My science fiction enthusiastic brain went wild thinking about the possibilities. While the starting point is with sensorimotor information, I wondered what else could be transmitted. While the starting point was rats, I wondered what could be done with humans, or even, interspecies communications. What would it be like to experience the sensorimotor feelings of a horse galloping? Could this information be stored and played at a later time, perhaps as an educational tool? Could I become a better pianist or guitarist by playing back sensorimotor recordings of great performers? Could this be added to albums, so I could not only listen to a great performance, but experience the sensory feelings of the performer during the performance?
And what about the use in dealing with conditions like Parkinson's disease or Essential Tremors: Could a researcher gain insight by playing back the sensorimotor recording of a person with these conditions? Could playing back the sensorimotor recordings of healthy people provide some sort of therapy for people with these conditions?
All of this, of course, is precursor to The Borg. What happens as people become more connected to a collective mind? The borg is portrayed negatively in terms of force assimilation, yet our society has always been based on collective experiences and action. The struggle between individual experience and collective experience is an age old struggle.
Last night, I went to see The Indigo Girls in concert in Northampton with my daughter who started her college career in Virginia. It was striking to think about the collective experience of young women around Northampton and how it compared with the collective experience of some of my daughter's classmates from the south. I wondered how many of my daughter's classmates sought to flee their southern collectives, not for more individuality, per se, but to join a collective that was more tolerant, more embracing of their individual experiences.
I remember, many years ago, gathering around a campfire, to sing songs. Singing around campfires is one of the earliest ways in which experiences were shared, in which the collective spread its common ideas. Yet even two decades ago, around the campfire, different modes of collective engagement were creeping in. Many of the songs we knew, we had learned on the radio, and not around previous campfires. The campfire itself, was most likely started using the remains of another way of sharing collective information, used newspapers. We shared our experiences from around the campfire when we returned to our homes and spoke with friends.
Last night, the individuals who had this shared experience had gained collective information other ways. They had listened to music online, perhaps sharing it online. The newspapers were largely replaced by sharing of news online. Perhaps the most striking change was the way the collective experience of the concert was shared. During the concert, people texted their friends. They called friends from their cellphones so their friends could listen in, or to leave a brief recording of the experience on their friends voicemail. Photographs and videos were taken, and I imagine, shared via social media.

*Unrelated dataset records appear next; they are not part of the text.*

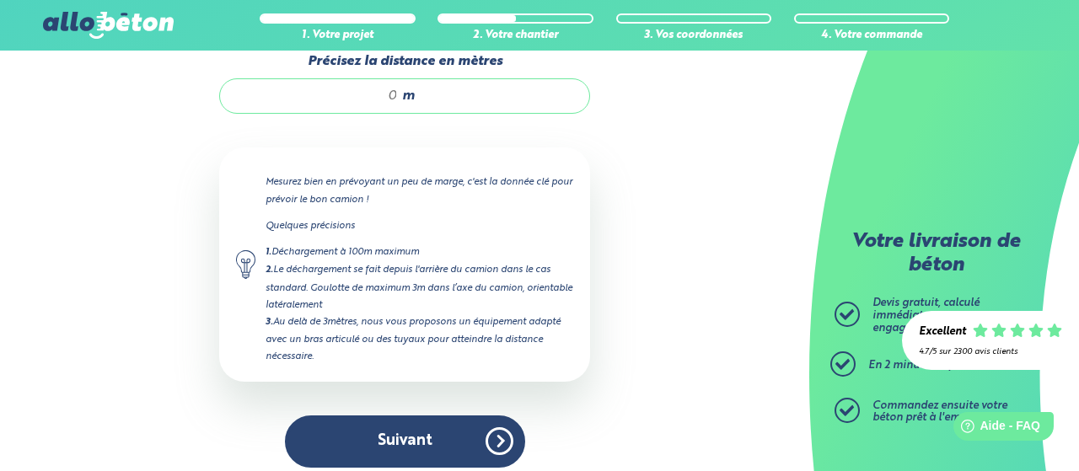 The height and width of the screenshot is (471, 1079). Describe the element at coordinates (694, 35) in the screenshot. I see `div: 3. Vos coordonnées` at that location.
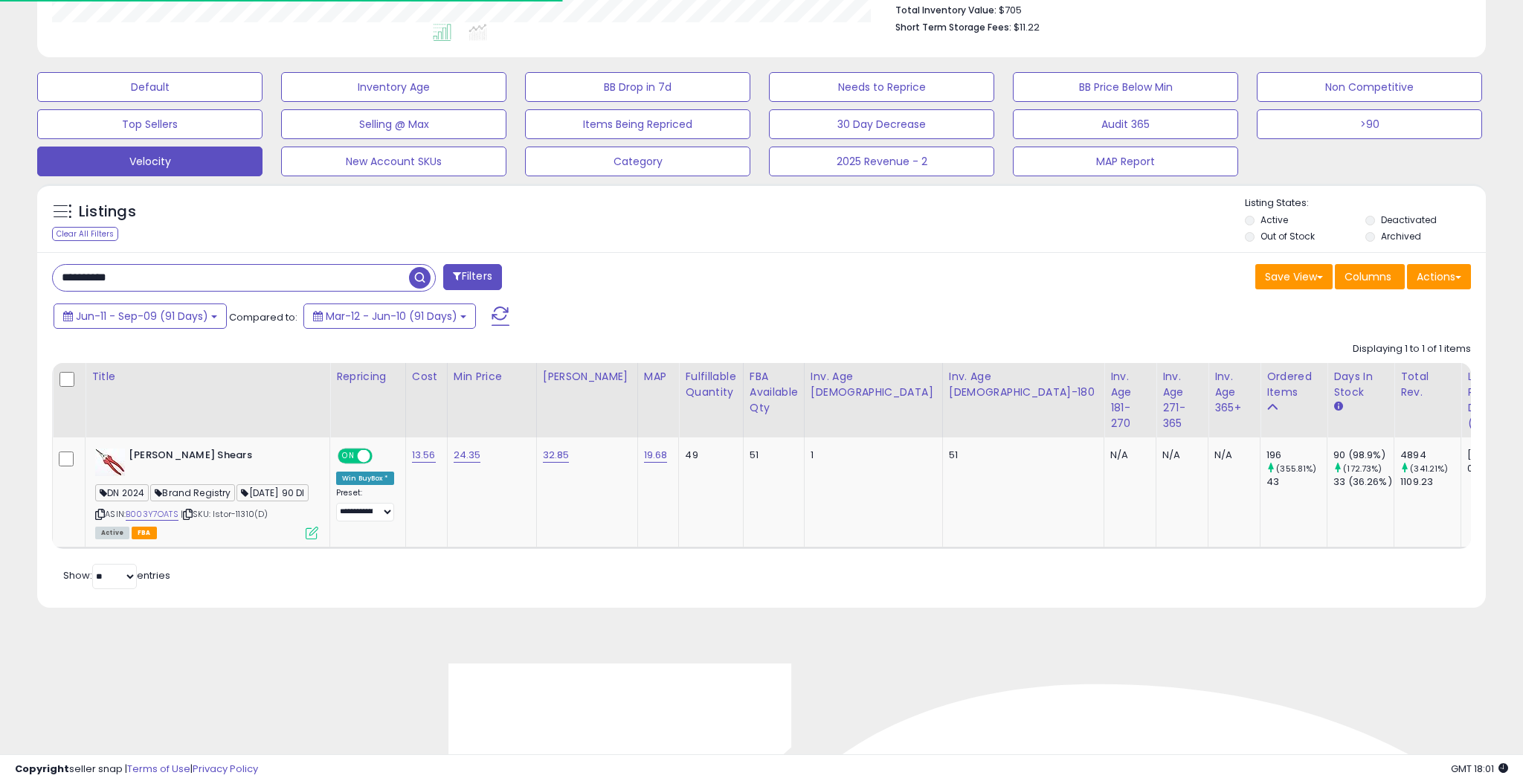 The height and width of the screenshot is (784, 1523). What do you see at coordinates (882, 161) in the screenshot?
I see `button: 2025 Revenue - 2` at bounding box center [882, 161].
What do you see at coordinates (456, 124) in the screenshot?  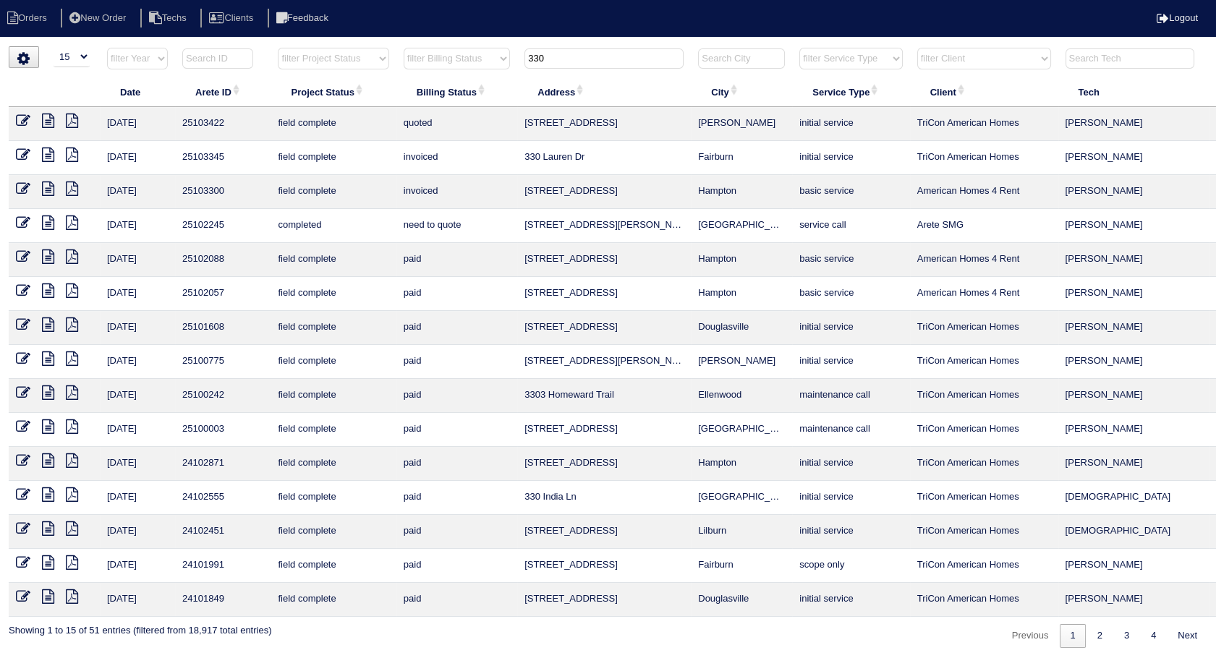 I see `td: quoted` at bounding box center [456, 124].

As far as I know, no one had implements allowing them to have the same sensorimotor experiences as Amy Ray or Emily Saliers, yet this omission did not seem to lesson the very strong bond between the audience and the performers.
Progress marches onward and some day, perhaps, we will look back at how we have shared common experiences via pictures, sound recordings or the written word, as being as quaint as the gathering around the campfire many generations before. Yet we would do well to remember the words of John Donne, "No man is an island" and that each one of us should say, "For I am involved in mankind".